Irish Supreme Court strips unborn children of all constitutional rights – except the right to life

supreme.jpgThe Irish Supreme Court has just issued a ruling in a case involving a Nigerian father who fought a deportation order on the basis that he had fathered an as-yet-unborn Irish child that had the right to have its father live in the same country.
The ruling means that while the unborn have a constitutional right to life, inserted through the 8th amendment, ​they do not enjoy any other rights until they are born. In particular, in the case at hand the unborn child does not have the right to have a family life with its father once it will be born, which makes it possible for the immigration authority to enforce the man’s deportation to Nigeria.

Had the Supreme Court ruled the other way, it would have greatly complicated the government-proposed referendum to remove the 8th amendment, which they need to do to clear the way for legislation on abortion. The 8th amendment enshrines unborn children’s only remaining constitutional right, the right to life. This only remaining right, which is explicitly mentioned in the Irish Constitution and thus not open to any belittling interpretations, shall be eliminated, according to a plan keenly pursued by the current Irish Government, through a popular referendum in which born persons shall have the “right” to cancel out the natural rights of not-yet-born persons. This referendum will foreseeably be held still before summer.
The anti-human-rights campaign is, once again, lavishly financed by George Soros.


**Required action**
This exercise calls for every line of the data below with the string "temperature" in it.

══ Information supplied ══

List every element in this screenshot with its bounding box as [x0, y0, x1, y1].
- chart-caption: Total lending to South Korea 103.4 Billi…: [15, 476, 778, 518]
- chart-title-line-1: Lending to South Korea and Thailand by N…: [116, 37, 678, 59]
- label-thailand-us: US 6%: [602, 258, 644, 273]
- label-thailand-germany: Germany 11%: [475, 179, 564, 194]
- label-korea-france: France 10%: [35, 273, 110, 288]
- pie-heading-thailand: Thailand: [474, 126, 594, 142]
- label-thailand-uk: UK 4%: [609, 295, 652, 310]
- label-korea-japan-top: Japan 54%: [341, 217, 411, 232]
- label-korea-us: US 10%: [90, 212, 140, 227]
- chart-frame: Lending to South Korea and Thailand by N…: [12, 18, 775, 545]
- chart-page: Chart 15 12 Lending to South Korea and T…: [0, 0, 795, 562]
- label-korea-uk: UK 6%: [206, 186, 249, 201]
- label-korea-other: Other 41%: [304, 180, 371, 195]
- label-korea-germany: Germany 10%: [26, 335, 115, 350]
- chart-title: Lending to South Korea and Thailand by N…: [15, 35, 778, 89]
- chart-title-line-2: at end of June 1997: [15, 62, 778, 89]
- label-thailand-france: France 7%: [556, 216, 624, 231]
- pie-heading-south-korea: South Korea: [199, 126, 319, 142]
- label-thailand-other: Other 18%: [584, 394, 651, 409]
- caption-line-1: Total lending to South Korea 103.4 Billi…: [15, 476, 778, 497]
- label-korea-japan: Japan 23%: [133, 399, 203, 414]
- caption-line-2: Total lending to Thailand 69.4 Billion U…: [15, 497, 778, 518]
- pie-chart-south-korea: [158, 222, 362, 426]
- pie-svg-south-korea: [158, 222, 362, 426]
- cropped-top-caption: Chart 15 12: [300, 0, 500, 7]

═══
══ Information supplied ══

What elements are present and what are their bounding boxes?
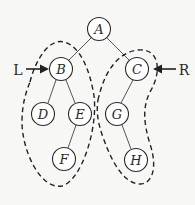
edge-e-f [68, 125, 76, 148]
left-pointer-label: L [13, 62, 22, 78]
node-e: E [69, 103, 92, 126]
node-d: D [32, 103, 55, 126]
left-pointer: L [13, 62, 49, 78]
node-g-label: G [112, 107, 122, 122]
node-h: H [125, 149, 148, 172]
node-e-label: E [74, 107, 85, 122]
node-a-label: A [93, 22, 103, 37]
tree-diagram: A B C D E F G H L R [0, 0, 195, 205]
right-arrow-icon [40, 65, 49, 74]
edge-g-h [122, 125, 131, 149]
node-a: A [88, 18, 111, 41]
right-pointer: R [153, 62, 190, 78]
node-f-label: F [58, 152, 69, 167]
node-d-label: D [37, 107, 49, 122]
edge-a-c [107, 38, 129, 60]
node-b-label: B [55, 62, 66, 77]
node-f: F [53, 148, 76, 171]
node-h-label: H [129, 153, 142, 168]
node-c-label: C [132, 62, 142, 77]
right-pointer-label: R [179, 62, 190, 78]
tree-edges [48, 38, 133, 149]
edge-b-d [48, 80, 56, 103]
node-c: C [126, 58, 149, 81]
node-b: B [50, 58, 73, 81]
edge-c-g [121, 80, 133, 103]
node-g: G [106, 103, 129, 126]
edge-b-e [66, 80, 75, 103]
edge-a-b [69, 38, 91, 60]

═══
══ Information supplied ══

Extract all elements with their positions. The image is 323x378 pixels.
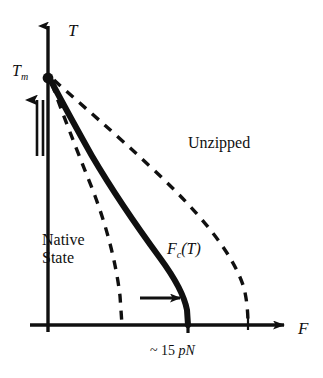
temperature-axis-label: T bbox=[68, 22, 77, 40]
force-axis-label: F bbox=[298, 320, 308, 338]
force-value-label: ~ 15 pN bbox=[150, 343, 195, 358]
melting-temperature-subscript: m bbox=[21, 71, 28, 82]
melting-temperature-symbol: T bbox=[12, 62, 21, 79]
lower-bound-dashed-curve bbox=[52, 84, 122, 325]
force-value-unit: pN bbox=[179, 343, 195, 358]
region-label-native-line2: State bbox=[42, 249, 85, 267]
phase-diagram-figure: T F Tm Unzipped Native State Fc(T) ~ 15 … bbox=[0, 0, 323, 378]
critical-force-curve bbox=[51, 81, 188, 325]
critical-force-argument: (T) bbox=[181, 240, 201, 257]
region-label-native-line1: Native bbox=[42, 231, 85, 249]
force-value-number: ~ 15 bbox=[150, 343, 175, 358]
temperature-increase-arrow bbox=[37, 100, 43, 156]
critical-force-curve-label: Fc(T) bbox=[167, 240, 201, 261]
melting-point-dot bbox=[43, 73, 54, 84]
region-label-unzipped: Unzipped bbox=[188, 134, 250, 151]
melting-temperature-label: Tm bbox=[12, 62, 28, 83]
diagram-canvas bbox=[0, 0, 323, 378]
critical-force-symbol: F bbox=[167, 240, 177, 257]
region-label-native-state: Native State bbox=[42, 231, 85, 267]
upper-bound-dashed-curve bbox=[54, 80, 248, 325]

═══

**Response for this exercise**
temperature-axis-label: T bbox=[68, 22, 77, 40]
melting-temperature-subscript: m bbox=[21, 71, 28, 82]
melting-temperature-symbol: T bbox=[12, 62, 21, 79]
temperature-increase-arrow bbox=[37, 100, 43, 156]
melting-temperature-label: Tm bbox=[12, 62, 28, 83]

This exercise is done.